In the latest attacks, Russian planes bombed a Georgian military base and radar installation while Moscow issued an ultimatum to over 1,500 Georgian forces stationed in the Zugdidi district near Abkhazia, a second separatist area west of South Ossetia, to disarm or face attack. Georgia swiftly rejected the demand.

Meanwhile, Russian troops and armour have pushed into two separatist regions of Georgia as Georgian forces shelled Tskhinvali, the Russian-held capital of South Ossetia.

US President George W Bush condemned Moscow's "disproportionate response" to the crisis. A big supporter of Georgia's pro-Western leader Mikheil Saakashvili, Mr Bush said he had spoken firmly to Russian Prime Minister Vladimir Putin about the situation.

He said: "I was very firm with Vladimir Putin. I expressed my grave concern about the disproportionate response of Russia. We strongly condemn bombing outside of South Ossetia."

Nato Secretary-General Jaap de Hoop Scheffer has accused Russia of using excessive force and violating Georgian territory. His spokeswoman Carmen Romero said: ""He is seriously concerned about the disproportionate use of force by the Russians and the lack of respect for the territorial integrity of Georgia.

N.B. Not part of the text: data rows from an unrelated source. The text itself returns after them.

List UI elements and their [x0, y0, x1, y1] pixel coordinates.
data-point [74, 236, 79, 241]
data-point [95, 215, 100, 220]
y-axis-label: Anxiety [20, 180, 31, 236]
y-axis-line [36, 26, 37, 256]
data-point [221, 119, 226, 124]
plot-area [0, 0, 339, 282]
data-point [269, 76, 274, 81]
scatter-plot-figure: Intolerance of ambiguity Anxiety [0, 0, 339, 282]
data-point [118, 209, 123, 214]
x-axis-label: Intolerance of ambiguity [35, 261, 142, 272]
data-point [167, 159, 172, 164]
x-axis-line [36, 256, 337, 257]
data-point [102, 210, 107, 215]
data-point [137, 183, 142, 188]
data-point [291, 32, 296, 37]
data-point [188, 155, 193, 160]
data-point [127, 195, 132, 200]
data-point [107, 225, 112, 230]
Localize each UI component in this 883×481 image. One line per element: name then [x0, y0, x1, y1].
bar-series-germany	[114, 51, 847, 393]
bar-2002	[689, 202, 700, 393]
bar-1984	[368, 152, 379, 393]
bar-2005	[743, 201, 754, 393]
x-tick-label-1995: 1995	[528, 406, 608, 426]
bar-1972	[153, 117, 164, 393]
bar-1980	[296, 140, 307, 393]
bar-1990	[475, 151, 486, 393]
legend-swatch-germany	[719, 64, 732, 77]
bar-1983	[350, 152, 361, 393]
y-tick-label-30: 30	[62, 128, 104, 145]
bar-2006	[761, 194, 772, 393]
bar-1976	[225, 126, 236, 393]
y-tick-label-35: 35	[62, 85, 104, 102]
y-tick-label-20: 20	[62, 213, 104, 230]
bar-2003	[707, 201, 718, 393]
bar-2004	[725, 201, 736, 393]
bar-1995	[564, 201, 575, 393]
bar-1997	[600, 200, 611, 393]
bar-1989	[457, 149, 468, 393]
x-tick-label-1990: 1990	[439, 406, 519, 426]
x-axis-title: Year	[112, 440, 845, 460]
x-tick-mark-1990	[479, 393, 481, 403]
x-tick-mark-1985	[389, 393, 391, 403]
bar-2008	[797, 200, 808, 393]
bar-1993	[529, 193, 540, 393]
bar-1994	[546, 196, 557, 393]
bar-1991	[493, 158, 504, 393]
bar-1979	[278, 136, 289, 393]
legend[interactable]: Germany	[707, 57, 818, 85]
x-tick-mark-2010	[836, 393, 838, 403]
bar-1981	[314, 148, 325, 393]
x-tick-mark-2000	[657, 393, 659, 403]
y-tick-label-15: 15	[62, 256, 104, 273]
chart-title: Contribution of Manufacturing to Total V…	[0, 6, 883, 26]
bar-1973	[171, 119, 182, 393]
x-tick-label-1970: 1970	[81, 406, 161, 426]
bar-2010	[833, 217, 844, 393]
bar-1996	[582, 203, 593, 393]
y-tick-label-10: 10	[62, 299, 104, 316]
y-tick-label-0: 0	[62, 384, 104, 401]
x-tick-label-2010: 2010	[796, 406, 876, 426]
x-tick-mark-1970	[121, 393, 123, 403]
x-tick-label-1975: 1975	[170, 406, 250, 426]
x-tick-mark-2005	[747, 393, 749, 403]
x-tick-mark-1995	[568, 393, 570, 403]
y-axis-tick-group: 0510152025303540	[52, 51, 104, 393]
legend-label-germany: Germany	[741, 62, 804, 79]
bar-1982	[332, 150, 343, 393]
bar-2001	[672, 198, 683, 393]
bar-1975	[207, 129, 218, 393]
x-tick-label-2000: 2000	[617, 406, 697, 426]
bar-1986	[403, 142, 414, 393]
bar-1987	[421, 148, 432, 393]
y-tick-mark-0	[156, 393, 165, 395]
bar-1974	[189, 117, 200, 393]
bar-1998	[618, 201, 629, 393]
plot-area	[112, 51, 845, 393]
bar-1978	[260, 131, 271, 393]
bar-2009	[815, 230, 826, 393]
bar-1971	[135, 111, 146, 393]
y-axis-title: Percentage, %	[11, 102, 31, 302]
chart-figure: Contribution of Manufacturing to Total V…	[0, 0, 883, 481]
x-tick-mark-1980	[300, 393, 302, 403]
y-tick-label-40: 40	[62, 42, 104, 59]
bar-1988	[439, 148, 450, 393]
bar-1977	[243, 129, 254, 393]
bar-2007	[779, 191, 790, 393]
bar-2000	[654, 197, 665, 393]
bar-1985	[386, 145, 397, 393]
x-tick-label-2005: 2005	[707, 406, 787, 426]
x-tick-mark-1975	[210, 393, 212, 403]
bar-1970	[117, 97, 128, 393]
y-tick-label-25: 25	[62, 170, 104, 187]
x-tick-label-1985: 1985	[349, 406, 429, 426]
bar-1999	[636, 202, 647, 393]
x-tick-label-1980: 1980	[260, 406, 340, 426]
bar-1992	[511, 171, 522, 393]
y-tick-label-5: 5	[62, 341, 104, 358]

"The military operations that we saw on Saturday and since then, including air and missile attacks, have no relation to and go well beyond the CIS peacekeeping operation," referring to the Russia-led Commonwealth of Independent States grouping former Soviet republics.

British Foreign Secretary David Miliband condemned Moscow for bombing targets "well beyond" South Ossetia and said there is widespread concern about the escalating violence while French Foreign Minister Bernard Kouchner, in Georgia on a peace mission, has also called for the fighting to cease.

Meanwhile, the UK's Europe Minister, Jim Murphy, said Russia's military action is "deplorable".

He said: "The fact that Russia is now going even beyond Abkhazia and South Ossetia, bombing sites near to the Georgian capital of Tbilisi, the fact that Russia has mobilised at least part of the Black Sea fleet off the coast of Georgia is entirely deplorable Russian military behaviour.

"There cannot be a military solution to this, it is absolutely clear."

Colonel-General Anatoly Nogovitsyn, deputy head of Russia's general staff, told reporters in Moscow at a daily briefing that a total of four Russian aircraft have been lost in the conflict.

He also said his troops would not extend their action beyond South Ossetia.

"We are not crossing the (de facto) border, that's our key principle. Russian peacekeeping troops have received no orders to invade Georgian territory," he said.

The simmering conflict between Russia and its small, former Soviet neighbour erupted on Thursday when Georgia sent forces into South Ossetia, a pro-Russian province that threw off Georgian rule in the 1990s.